Well hey again sailor fans…  Its time to jump south again. We are in   Charleston South Carolina still and staying comfortably in the Cooper River Marina. Great place and I would recommend it to anyone in this area. The marina is cheap and clean. It is far from town and not within walking distance of anything but the marina staff are really good about giving transient sailors a ride into town for provisions or whatever.

So for the sailors out there… here is the situation…  look at the first map on the top right… this is a wind gust forecast and shows the center of the low out to sea. Remember blue is 40 knots and very bad. This is this afternoon (Monday Dec 10th) and now look at the second image which is tonight (Monday night) and shows almost a second low forming close to land and following the other one out to the east.

The cold air over the land is reacting with the warm water and creating its own winds. We are hoping to get in behind the stronger winds and just hug the shore for wave protection. But as you sailors know…  you can never trust mother nature to follow the forecast. We will be out sailing tomorrow morning between the nasty and the shore hoping the low does continue to move out to the east. If it doesn’t we are going to get spanked again.
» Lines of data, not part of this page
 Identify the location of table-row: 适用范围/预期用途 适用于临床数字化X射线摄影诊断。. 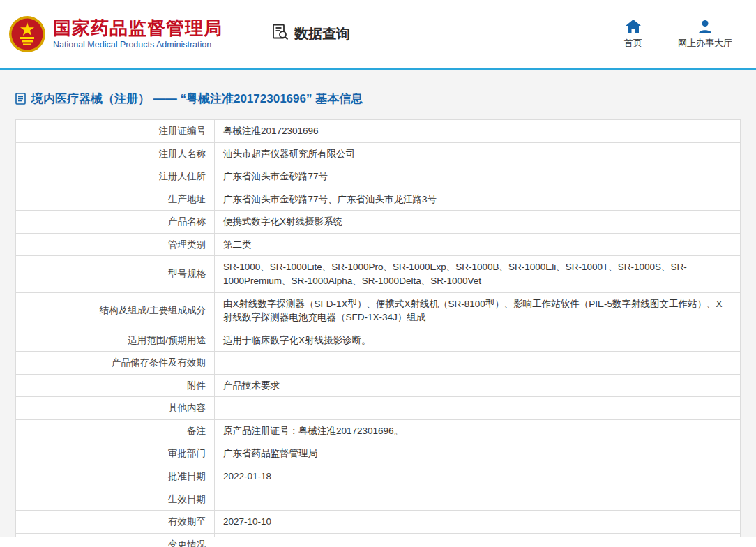
(378, 340). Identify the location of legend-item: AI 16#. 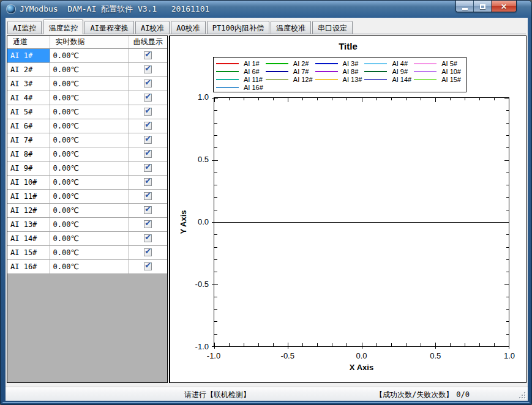
(241, 87).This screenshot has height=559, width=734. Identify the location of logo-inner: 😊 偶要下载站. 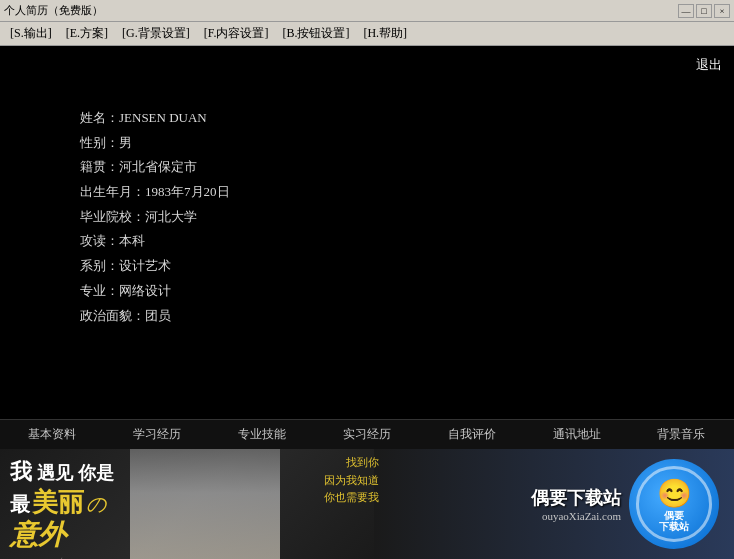
(674, 504).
To get out of Charleston we have to leave at about 4am as slack tide is 5am and then the currents in the channel will turn against us. It took us 5 hours to motor in 6 miles against the current a week ago so we don’t want to waste 6 hours motoring out against the current. SOOOO….  I guess it is important that we leave before the current switches…  thus a 4am start. I never enjoy starting in the middle of the night and don’t enjoy sailing out of a busy harbor in the dark but we do what we have to do I guess.
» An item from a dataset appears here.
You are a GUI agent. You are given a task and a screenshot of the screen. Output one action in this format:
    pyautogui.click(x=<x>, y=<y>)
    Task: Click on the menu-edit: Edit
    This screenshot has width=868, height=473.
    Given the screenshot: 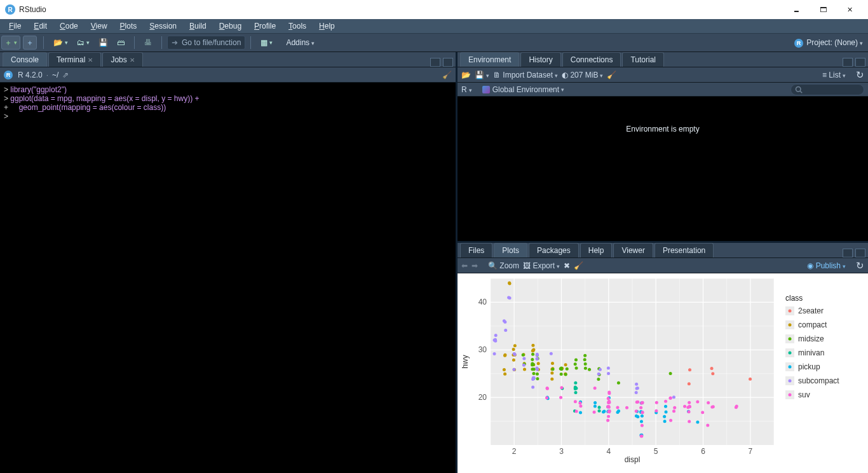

If we leave at 4am… and its 10 miles to get out to open ocean again for us then we should have about a 18 hour weather window with winds between running on a starboard broad reach to a starboard beam reach with the winds between 12-25 knots. The theory is it should be a good sail…  but no forecast has ever been correct… so I guess we will see where it is wrong.

The plan for this jump is 125 nautical miles to the entrance to Brunswick Georgia and then another 10 miles to get into protection. Wednesday afternoon by around lunch time the winds will come around from the south and be on the nose so the weather window will close.

As good sailors we have compared the forecast models of 5 different sources and they all agree the nasty should move east and basically conditions are good for a jump. I’m secretly praying for a good easy sail or at least with the winds behind the beam. WildChild can point to windward but it is not a lot of fun bashing to windward and having the yacht heeled over rail in the water.